Bill
Bill

Reputation: 536

Servlet mapping direct JSP files rather than using a Servlet to manage the URL requests

I am redoing the URL mapping structure within my Java web application. I am trying to find the most efficient and proper way to map the servelets and resources to their proper URLs.

There are two strategies that I have been able to create, but I am not sure which is more efficient.

Mapping All urls to one Servlet which Handles the requests

In this case I have a Servlet named "URL", with the following servlet mapping:

<servlet-mapping>
 <servlet-name>url</servlet-name>
 <url-pattern>/</url-pattern>
</servlet-mapping>

The url Servlet is set up like such as an example and works fine:

String task = request.getRequestURI().substring(request.getContextPath().length());
if ("/home".equals(task)){
    RequestDispatcher dispatcher = request.getRequestDispatcher("/jsp/home.jsp");
    dispatcher.forward(request, response);
}

The problem I initially had with this that all the static resources such as JS, Images, etc... weren't served. I had the option to create separate directories for the static content as a solution, but off the top of my head I switched to mapping it all directly in the web.xml.

Mapping it all directly in the web.xml.

In this case the url patterns are directly mapped to the JSPs and Servlets like so:

<servlet>
  <servlet-name>home</servlet-name>
  <jsp-file>/jsp/Home.jsp</jsp-file>
</servlet>
<servlet-mapping>
  <servlet-name>home</servlet-name>
  <url-pattern>/home</url-pattern>
</servlet-mapping>

Example:

localhost:8080/home <- home.jsp

localhost:8080/about <- about.jsp

localhost:8080/login <- doLogin servlet

Are these bad? Which would be a more efficient and proper way to map the urls to their intended JSP files and Servlets?

Upvotes: 2

Views: 36225

Answers (2)

Arka Maity
Arka Maity

Reputation: 11

The case of "home.jsp" is not same here

 RequestDispatcher dispatcher = request.getRequestDispatcher("/jsp/home.jsp")

and

<servlet>
 <servlet-name>home</servlet-name>
  <jsp-file>/jsp/**Home.jsp**</jsp-file>
</servlet>
<servlet-mapping>
<servlet-name>home</servlet-name>
<url-pattern>/home</url-pattern>
</servlet-mapping>

Upvotes: 1

Jan Vladimir Mostert
Jan Vladimir Mostert

Reputation: 13002

I use a combination of both, I define all the static pages in web.xml and right at the end of the web.xml, I create a catch-all that will handle dynamic pages.

So home, about, login, etc are all static pages, define them in web.xml Something like account/abc and blog/some-random-article is handled dynamically.

<servlet>
    <servlet-name>NotFound</servlet-name>
    <servlet-class>com.site.PageNotFoundServlet</servlet-class>
</servlet>
<servlet-mapping>
    <servlet-name>NotFound</servlet-name>
    <url-pattern>/</url-pattern>
</servlet-mapping>

If in your servlet code, if you don't know how to handle the url, in other words the url is something like /asdfadfasdf which you don't handle, throw a 404 back, if the url starts with /blog (from /blog/random-article), go to the blog page with the random-article as the content.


■ **EXERCISE**
Restate, word for word and with no pictures, the stretch of lines in the data below that begins at the line with "Isolate *window* in the image." and ends at the line with "This is a 1024w", inclusive.

■ **SOURCE MATERIAL**
================================
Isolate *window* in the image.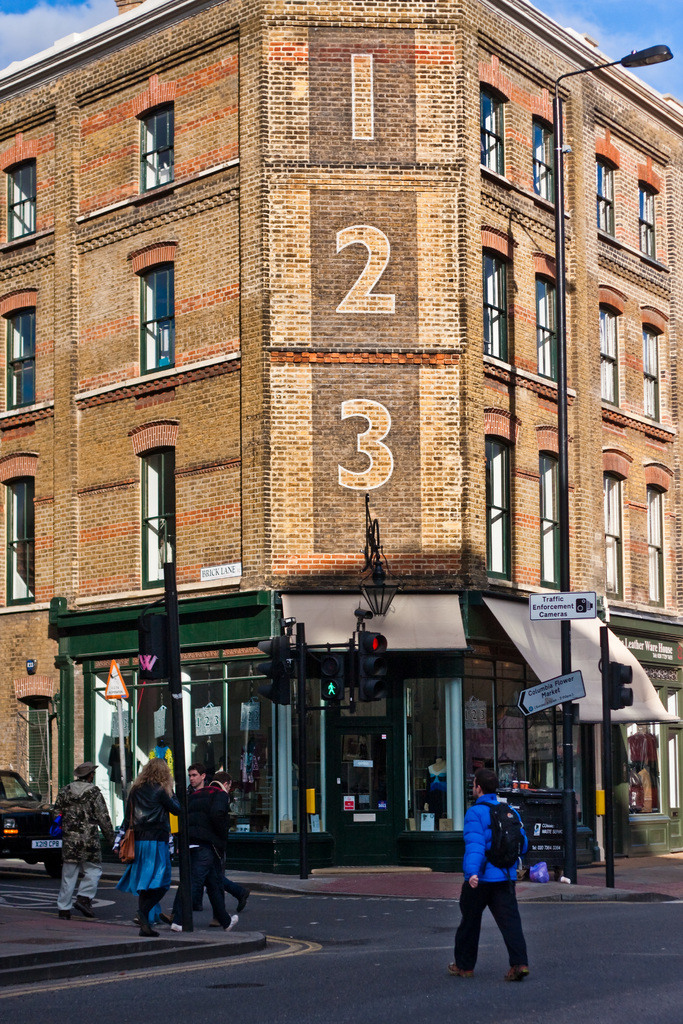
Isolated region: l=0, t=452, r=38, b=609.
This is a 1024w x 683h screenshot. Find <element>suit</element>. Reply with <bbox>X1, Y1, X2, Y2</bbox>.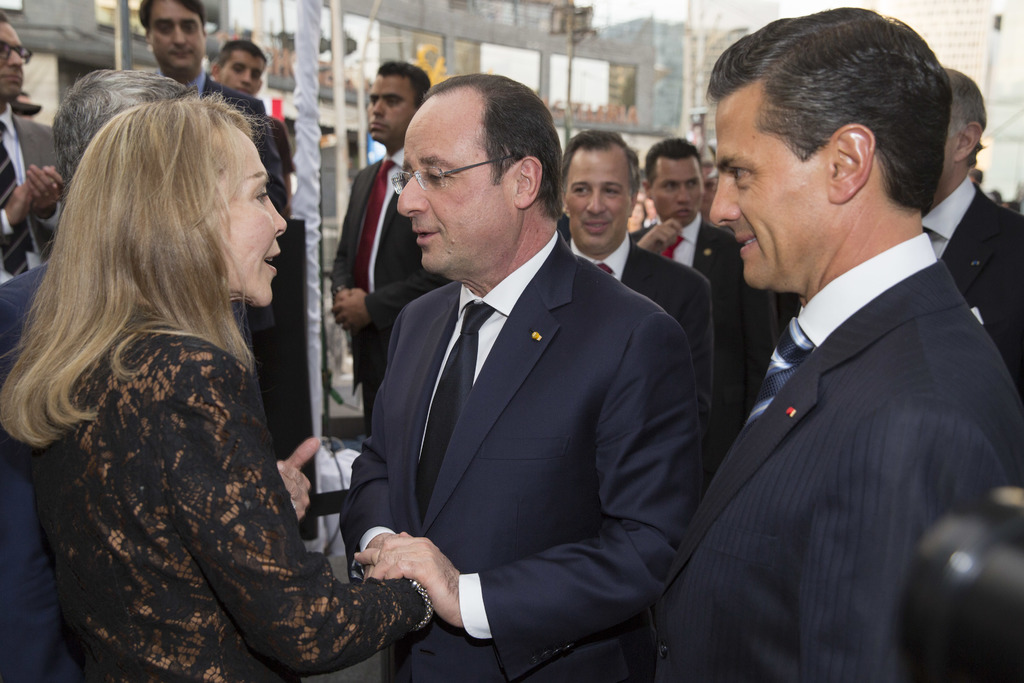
================================
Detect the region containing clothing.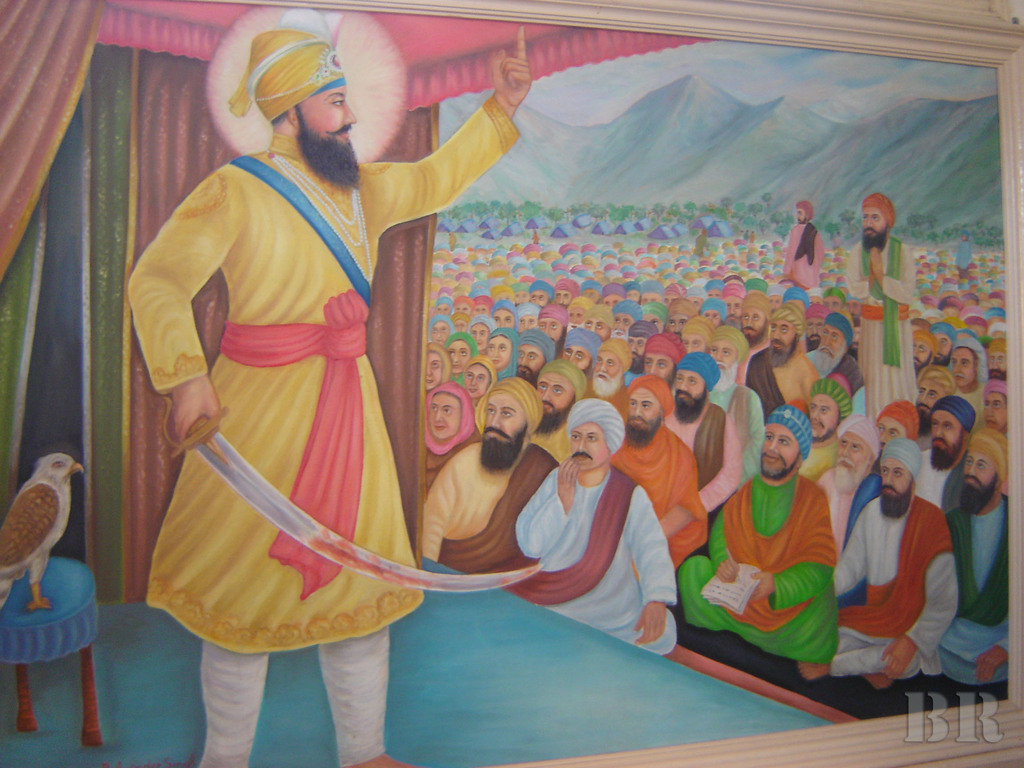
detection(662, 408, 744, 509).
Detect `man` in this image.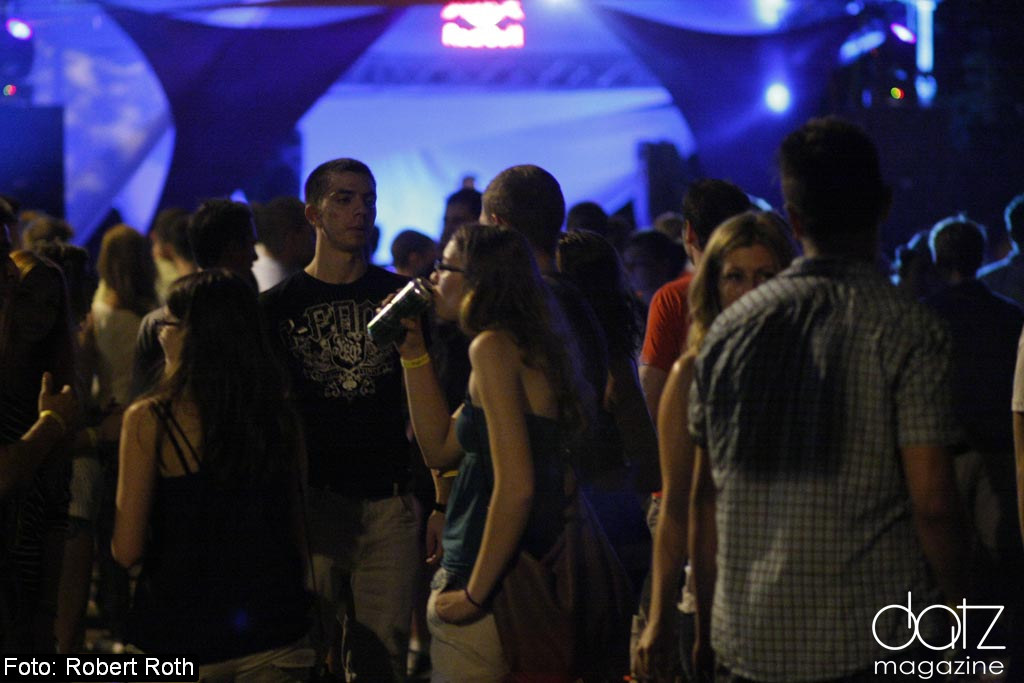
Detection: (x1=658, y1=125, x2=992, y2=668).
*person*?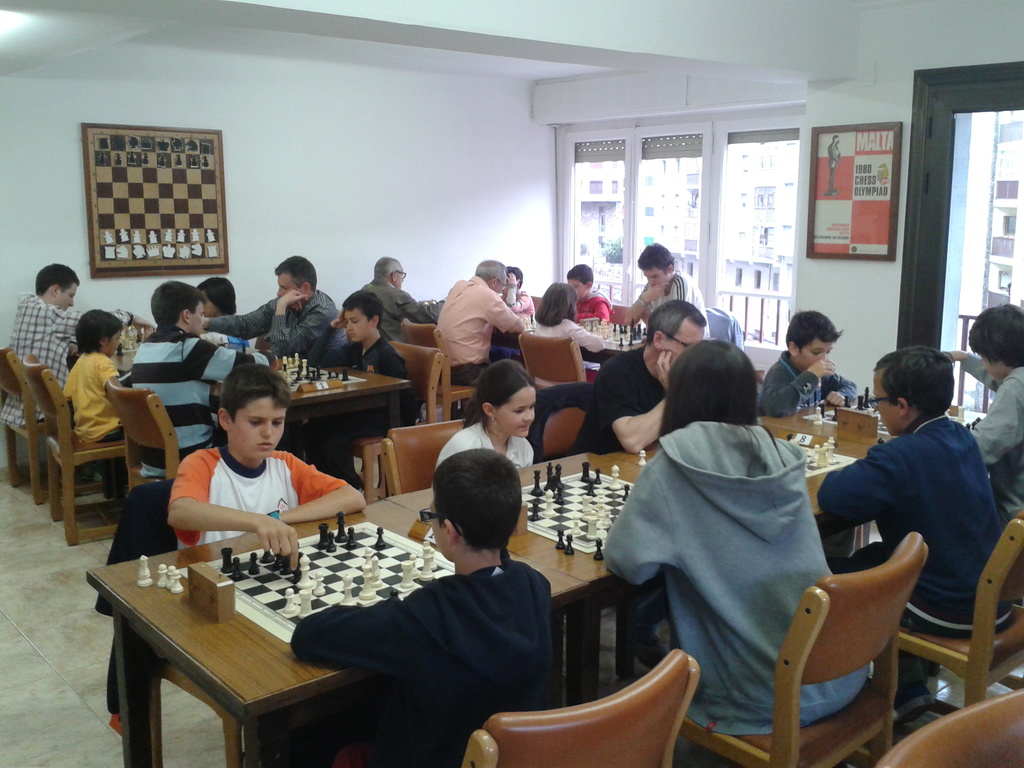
================================
■ **WRITTEN SOLUTION**
Isolate *window* in the image.
Isolated region: l=0, t=452, r=38, b=609.
This is a 1024w x 683h screenshot. Find <element>suit</element>. Reply with <bbox>X1, Y1, X2, Y2</bbox>.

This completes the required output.